By Rocky Swift
TOKYO (Reuters) -Takeda Pharmaceutical said on Thursday its CEO Christophe Weber will retire after more than a decade at the helm of Japan’s biggest drugmaker as the company upped its full-year profit outlook.
Julie Kim, president of the company’s U.S. unit, was named to succeed Weber in June 2026.
Weber, one of the highest-profile foreign CEOs in Japan, spearheaded Takeda’s $59 billion takeover of British-founded Shire Plc. While the deal expanded Takeda’s drug pipeline and global reach, the company’s shares have languished since it was announced.
Takeda’s shares closed up 0.65% on Thursday before the results and CEO change were announced.
Takeda raised its full-year profit forecast after quarterly results that trailed analyst estimates.
The company expects operating profit to reach 344 billion yen from earlier guidance of 265 billion yen, citing strong product performance, operating efficiencies, and revised currency assumptions.

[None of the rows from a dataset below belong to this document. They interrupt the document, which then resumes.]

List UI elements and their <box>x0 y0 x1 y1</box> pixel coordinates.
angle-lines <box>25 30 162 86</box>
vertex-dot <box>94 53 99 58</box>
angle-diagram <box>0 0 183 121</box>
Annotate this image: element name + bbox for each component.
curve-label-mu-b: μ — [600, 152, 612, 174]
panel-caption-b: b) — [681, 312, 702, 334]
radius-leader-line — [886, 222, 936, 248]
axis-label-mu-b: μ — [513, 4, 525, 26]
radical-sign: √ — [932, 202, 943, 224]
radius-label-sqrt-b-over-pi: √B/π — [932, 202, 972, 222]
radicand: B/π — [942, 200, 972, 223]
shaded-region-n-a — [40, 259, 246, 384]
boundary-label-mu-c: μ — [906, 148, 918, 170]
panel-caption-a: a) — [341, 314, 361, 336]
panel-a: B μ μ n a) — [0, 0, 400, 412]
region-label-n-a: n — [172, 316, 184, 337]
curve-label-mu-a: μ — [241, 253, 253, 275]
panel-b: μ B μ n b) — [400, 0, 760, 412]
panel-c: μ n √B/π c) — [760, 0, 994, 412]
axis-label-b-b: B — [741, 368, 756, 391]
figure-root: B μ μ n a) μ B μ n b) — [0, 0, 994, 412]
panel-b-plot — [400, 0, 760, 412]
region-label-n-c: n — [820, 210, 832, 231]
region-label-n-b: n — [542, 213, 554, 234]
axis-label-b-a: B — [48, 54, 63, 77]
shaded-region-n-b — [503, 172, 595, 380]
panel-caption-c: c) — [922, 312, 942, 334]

Operating profit in the three months through end-December stood at 66.9 billion yen ($432.56 million), the company said, versus 104.9 billion yen a year earlier and a consensus profit estimate of 78.1 billion yen in an LSEG survey of six analysts.
French national Weber was the first foreign chief executive at Takeda, whose history goes back more than 200 years. He joined the company in April 2014 as chief operating officer and was named CEO the following year.

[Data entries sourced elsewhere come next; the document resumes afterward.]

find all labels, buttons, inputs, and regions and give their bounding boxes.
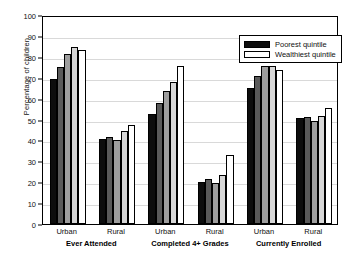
legend-label-poorest: Poorest quintile [275, 40, 327, 49]
x-axis-tick-label: Rural [206, 227, 224, 236]
bar [121, 131, 128, 224]
bar [296, 118, 303, 224]
bar [113, 140, 120, 224]
legend-swatch-wealthiest [244, 51, 270, 58]
bar-group [99, 17, 135, 224]
bar [318, 116, 325, 224]
y-axis-tick-label: 20 [28, 179, 36, 188]
y-axis-tick-label: 80 [28, 53, 36, 62]
bar [205, 179, 212, 224]
bar-chart: Percentage of children 01020304050607080… [0, 0, 346, 270]
bar-group [148, 17, 184, 224]
bar [148, 114, 155, 224]
bar [276, 70, 283, 224]
bar [212, 183, 219, 224]
bar [78, 50, 85, 225]
x-axis-tick-label: Urban [155, 227, 175, 236]
legend-item-wealthiest: Wealthiest quintile [244, 49, 336, 59]
bar [106, 137, 113, 224]
y-axis-tick-label: 50 [28, 116, 36, 125]
bar [170, 82, 177, 224]
bar [99, 139, 106, 224]
legend-swatch-poorest [244, 41, 270, 48]
bar [163, 91, 170, 224]
bar [177, 66, 184, 224]
plot-area: Poorest quintile Wealthiest quintile [42, 16, 338, 225]
bar [325, 108, 332, 224]
y-axis-tick-label: 0 [32, 221, 36, 230]
x-axis-tick-label: Rural [304, 227, 322, 236]
bar-group [198, 17, 234, 224]
bar [156, 103, 163, 224]
bar [50, 79, 57, 224]
y-axis-ticks: 0102030405060708090100 [0, 16, 42, 225]
bar [269, 66, 276, 224]
bar [198, 182, 205, 224]
bar-group [50, 17, 86, 224]
x-axis-tick-label: Urban [56, 227, 76, 236]
y-axis-tick-label: 100 [23, 12, 36, 21]
bar [57, 67, 64, 224]
bar [128, 125, 135, 224]
bar [304, 117, 311, 224]
legend-label-wealthiest: Wealthiest quintile [275, 50, 336, 59]
legend-item-poorest: Poorest quintile [244, 39, 336, 49]
bar [247, 88, 254, 224]
bar [311, 121, 318, 224]
x-axis-tick-label: Rural [107, 227, 125, 236]
x-axis-group-label: Currently Enrolled [256, 239, 321, 248]
bar [64, 54, 71, 224]
bar [219, 175, 226, 224]
y-axis-tick-label: 70 [28, 74, 36, 83]
legend: Poorest quintile Wealthiest quintile [239, 35, 342, 63]
y-axis-tick-label: 90 [28, 32, 36, 41]
bar [71, 47, 78, 224]
x-axis-labels: UrbanRuralUrbanRuralUrbanRuralEver Atten… [42, 227, 338, 267]
x-axis-group-label: Ever Attended [66, 239, 117, 248]
y-axis-tick-label: 60 [28, 95, 36, 104]
x-axis-group-label: Completed 4+ Grades [151, 239, 228, 248]
bar [261, 66, 268, 224]
x-axis-tick-label: Urban [254, 227, 274, 236]
bar [254, 76, 261, 224]
y-axis-tick-label: 10 [28, 200, 36, 209]
y-axis-tick-label: 40 [28, 137, 36, 146]
y-axis-tick-label: 30 [28, 158, 36, 167]
bar [226, 155, 233, 224]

The Shire purchase was criticised by some analysts who felt the acquisition price was too high and the deal was met with opposition from some Takeda shareholders and founding family members.
MIXED LEGACY
Since Takeda clinched the deal in May 2018, its shares have fallen about 10% while the benchmark Nikkei index is up more than 170% since then.
“His legacy is the Shire acquisition which was not full of shining assets, unfortunately,” said UBS healthcare analyst Fumiyoshi Sakai. “Under the Julie Kim regime, I wonder if Takeda will put more weight on its operations in Boston, USA.”
Kim, who will be the first woman to head Takeda, joined the company in 2019 along with the acquisition of Shire. She was the head of Takeda’s plasma-derived therapies unit before becoming president for the U.S. region in April 2022.
Takeda said in May it would re-organise to improve profitability and refocus on drug research and development.
Takeda has cut jobs or transferred staff at centres in the United States and in October announced an early retirement plan for some employees in Japan.
The company is trying to rebuild its drug pipeline after losing patent protection on major earners and to recover from clinical trial failures of treatments for lung cancer and Crohn’s disease that caused hefty impairment losses.
It has high hopes for its experimental narcolepsy treatment TAK-861 and a psoriasis drug candidate bought from U.S.-based Nimbus Therapeutics in late 2022 for as much as $6 billion.
Takeda gets more than half its revenue from the United States, which stands to be impacted by new import tariffs on pharmaceuticals pledged by U.S. President Donald Trump.
The company on Tuesday declined to comment on the ratio of its drug production in the U.S. or the potential effect of such tariffs.
Along with interim results, Takeda announced it would discontinue its soticlestat (TAK-935) programme after a failed Phase 3 in Lennox-Gastaut syndrome (LGS).
The company also announced it would buy back up to 1.8% of shares worth 100 billion yen.